I wonder if I will ever finish all this doctor-making stuff, first of all!

Then, I wonder when it's all said and done, if I will bite into the American "dream" and find myself in 10 years buying a new house and driving a new car and living in the suburbs sending a few dollars over every now and again so I can feel good about myself and feel like I am helping out. I wonder if I will find myself living the doctor high life and never having done anything that really matters.

I wonder if I will get too chicken to ever make the wild, crazy, risky decision to just GO. To drop what the world has convinced me I "deserve" and go somewhere dark and bleak and miserable and hard and uncomfortable and joyous and beautiful.

I wonder if I will be bold enough to follow those dreams that often haunt me at night and that come to life when I read of others willing to give their lives for something beyond themselves.

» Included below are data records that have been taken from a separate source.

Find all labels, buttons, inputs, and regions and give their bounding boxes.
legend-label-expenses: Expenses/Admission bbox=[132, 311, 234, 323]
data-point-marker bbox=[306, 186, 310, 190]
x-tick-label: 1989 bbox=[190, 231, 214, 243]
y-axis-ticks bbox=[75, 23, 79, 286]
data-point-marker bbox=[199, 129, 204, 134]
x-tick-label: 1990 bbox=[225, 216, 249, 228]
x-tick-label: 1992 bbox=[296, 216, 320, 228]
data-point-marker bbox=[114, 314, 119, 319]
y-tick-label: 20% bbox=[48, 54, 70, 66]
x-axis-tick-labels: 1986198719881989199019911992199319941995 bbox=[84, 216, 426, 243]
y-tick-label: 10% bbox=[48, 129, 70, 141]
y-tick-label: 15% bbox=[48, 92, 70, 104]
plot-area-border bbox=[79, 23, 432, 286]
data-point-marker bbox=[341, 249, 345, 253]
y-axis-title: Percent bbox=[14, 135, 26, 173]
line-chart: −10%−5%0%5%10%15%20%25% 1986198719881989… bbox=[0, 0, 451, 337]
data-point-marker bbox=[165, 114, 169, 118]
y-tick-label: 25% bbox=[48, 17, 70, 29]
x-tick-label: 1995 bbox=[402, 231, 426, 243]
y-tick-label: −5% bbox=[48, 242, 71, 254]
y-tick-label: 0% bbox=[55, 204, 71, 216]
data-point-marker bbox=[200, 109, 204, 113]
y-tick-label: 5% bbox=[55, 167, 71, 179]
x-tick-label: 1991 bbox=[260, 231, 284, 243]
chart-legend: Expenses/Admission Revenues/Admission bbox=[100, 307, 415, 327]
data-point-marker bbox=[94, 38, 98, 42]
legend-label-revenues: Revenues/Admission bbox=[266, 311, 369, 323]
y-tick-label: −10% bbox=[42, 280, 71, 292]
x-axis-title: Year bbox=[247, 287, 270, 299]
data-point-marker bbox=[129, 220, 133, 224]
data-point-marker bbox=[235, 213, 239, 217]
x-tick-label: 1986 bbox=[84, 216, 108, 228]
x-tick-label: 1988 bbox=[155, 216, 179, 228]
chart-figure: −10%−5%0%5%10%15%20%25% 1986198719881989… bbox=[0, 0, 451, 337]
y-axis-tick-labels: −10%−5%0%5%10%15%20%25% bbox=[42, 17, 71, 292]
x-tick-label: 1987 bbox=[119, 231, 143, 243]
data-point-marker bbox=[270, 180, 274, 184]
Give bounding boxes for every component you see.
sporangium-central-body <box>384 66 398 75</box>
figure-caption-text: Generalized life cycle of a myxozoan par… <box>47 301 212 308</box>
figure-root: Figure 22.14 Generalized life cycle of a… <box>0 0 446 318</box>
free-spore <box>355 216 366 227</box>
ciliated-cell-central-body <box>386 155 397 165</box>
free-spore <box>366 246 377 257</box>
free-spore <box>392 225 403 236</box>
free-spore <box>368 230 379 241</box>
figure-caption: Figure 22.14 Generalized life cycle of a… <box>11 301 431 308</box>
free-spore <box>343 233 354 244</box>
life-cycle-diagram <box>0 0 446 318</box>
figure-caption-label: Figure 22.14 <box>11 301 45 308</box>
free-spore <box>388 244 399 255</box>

So, in short, I am afraid of wasting my life. Of settling for less. Of becoming numb to suffering around the world and not daring to do something about it. Of getting tired and jaded and of feeling as if I deserve comforts and trinkets and treasures.

I am afraid of forfeiting all my dreams and what I've worked so hard to obtain only for an empty box of perishable goods.

Dietrich Bonhoeffer says it like this in "The Cost of Discipleship"--

Costly Grace is the treasure hidden in the field; for the sake of it a man will gladly go and sell all that he has. It is the pearl of great price to buy which the merchant will sell all his goods. It is the kingly rule of Christ, for whose sake a man will pluck out the eye which causes him to stumble; it is the call of Jesus Christ at which the disciples leaves his nets and follows him. Costly grace is the gospel which must be sought again and again, the gift which must be asked for, the door at which a man must knock. Such grace is costly because it calls us to follow, and it is grace because it calls us to follow Jesus Christ. It is costly because it costs a man his life, and it is grace because it gives a man the only true life.

May my heart not be lured so much toward the world and all its trimmings and trappings, but to the grace which costs me my life that I may find my only true life!


-J

"He is no fool who gives what he cannot keep to gain that which he cannot lose."
-Jim Elliot, missionary and matryr

Palm Reading

The scene: Day 1 of my new internal medicine rotation with my new team and new attending nervously beginning my first presentation of a patient I just met a few minutes ago.

Me: Ms. So-and-So is a 20 year old on hospital day number 3 admitted for end stage renal disease and severe anemia. She is--

Attending: (Dramatic stopping gesture.) Woah. Woah. (Looking to my team.) What have we got here?

(Long, awkward pause.)

Me: (Trembling quietly, fearing I have said something wrong in just the first sentence of my presentation.)

Attending: (Looking back at me.) Let me see your hands, young lady.

Me: (Timidly tucking my notes under my arms and stretching out my hands.)

Attending: Turn them over!

Me: (Timidly allowing him to examine my hands.)

Attending: I knew it all along!

Me: (Flushed, fluttered, and terrified of my attending's palm reading skills.)

Attending: (Looking back at the team with a eureka sparkle in his eye.) I knew it! We have ourselves an OB/GYN!




Guess there's no escaping the OB/GYN in me!